Begin with Curiosity
Instead of jumping into a new survey or product brainstorm, start by being curious. What are your customers trying to accomplish when they use your product or service? What frustrations do they face? What would success look like from their point of view?
Conversations with customers – even informal ones – can begin to reveal patterns and “job statements” worth exploring further. These might sound like:
- “I use this app when I’m in a hurry and need quick results.”
- “I just needed something to help me feel more confident before a job interview.”
- “It saved me from having to ask for help, which I hate doing.”
Frame Customer Jobs Clearly
A useful job statement often follows a “When... I want to... so I can...” structure. For example: “When I commute to work, I want to pass the time productively so I can start the day feeling accomplished.” These job statements help your team clearly align product ideas or improvements to actual customer needs.
Build into Existing Research
JTBD doesn’t require starting from scratch. If you’re already conducting customer interviews, usability testing, or gathering feedback, you can add JTBD-inspired questions into the mix. Look for themes about situations, goals, and outcomes rather than just satisfaction or ratings.
Collaborate Across Teams
Jobs To Be Done works best when integrated across product, marketing, innovation, and strategy teams. Sharing customer jobs internally helps create alignment and gives everyone a common language for understanding consumer behavior in business. It fosters empathy and collaboration, which are key to building things that truly matter.
Partner with Experts When Needed
While you can begin your JTBD exploration in-house, partnering with a market research firm can add depth and confidence. Research partners like SIVO Insights can help you uncover nuanced insights, conduct rigorous analysis, and translate findings into clear, strategic actions tailored to your business goals.
Starting with JTBD doesn’t have to be overwhelming. By focusing on your customer’s desired outcomes, you’ll not only sharpen your product development – you’ll unlock smarter, more sustainable paths to growth.
Summary
The Jobs To Be Done framework offers business leaders a deeper lens into consumer behavior, giving them the tools to understand what people are really trying to achieve when they choose a product or service. Throughout this beginner's guide, we’ve explained what the JTBD theory is, why it matters for decision-makers, how it helps identify customer needs, and its role in driving product innovation and strategy.
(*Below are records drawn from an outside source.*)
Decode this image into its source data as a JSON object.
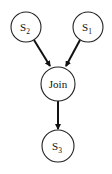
{
  "diagram": {
    "type": "directed-graph",
    "nodes": [
      {
        "id": "s2",
        "label": "S",
        "subscript": "2",
        "cx": 26,
        "cy": 27,
        "r": 15
      },
      {
        "id": "s1",
        "label": "S",
        "subscript": "1",
        "cx": 88,
        "cy": 27,
        "r": 15
      },
      {
        "id": "join",
        "label": "Join",
        "subscript": "",
        "cx": 58,
        "cy": 84,
        "r": 17
      },
      {
        "id": "s3",
        "label": "S",
        "subscript": "3",
        "cx": 58,
        "cy": 146,
        "r": 16
      }
    ],
    "edges": [
      {
        "from": "s2",
        "to": "join"
      },
      {
        "from": "s1",
        "to": "join"
      },
      {
        "from": "join",
        "to": "s3"
      }
    ],
    "colors": {
      "stroke": "#222222",
      "arrow": "#111111",
      "background": "#ffffff"
    }
  }
}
Using Jobs To Be Done in market research offers a more complete way to uncover unmet needs, prioritize smarter product development, and build solutions that align closely with real-life customer goals. Whether you’re launching something new or refining an existing offer, the JTBD approach can strengthen your business strategy by putting the customer’s job at the center of your thinking.
For teams and leaders looking to grow in competitive markets, JTBD is more than a framework – it’s a mindset focused on value, purpose, and clarity.
Summary
The Jobs To Be Done framework offers business leaders a deeper lens into consumer behavior, giving them the tools to understand what people are really trying to achieve when they choose a product or service. Throughout this beginner's guide, we’ve explained what the JTBD theory is, why it matters for decision-makers, how it helps identify customer needs, and its role in driving product innovation and strategy.
Using Jobs To Be Done in market research offers a more complete way to uncover unmet needs, prioritize smarter product development, and build solutions that align closely with real-life customer goals. Whether you’re launching something new or refining an existing offer, the JTBD approach can strengthen your business strategy by putting the customer’s job at the center of your thinking.
For teams and leaders looking to grow in competitive markets, JTBD is more than a framework – it’s a mindset focused on value, purpose, and clarity.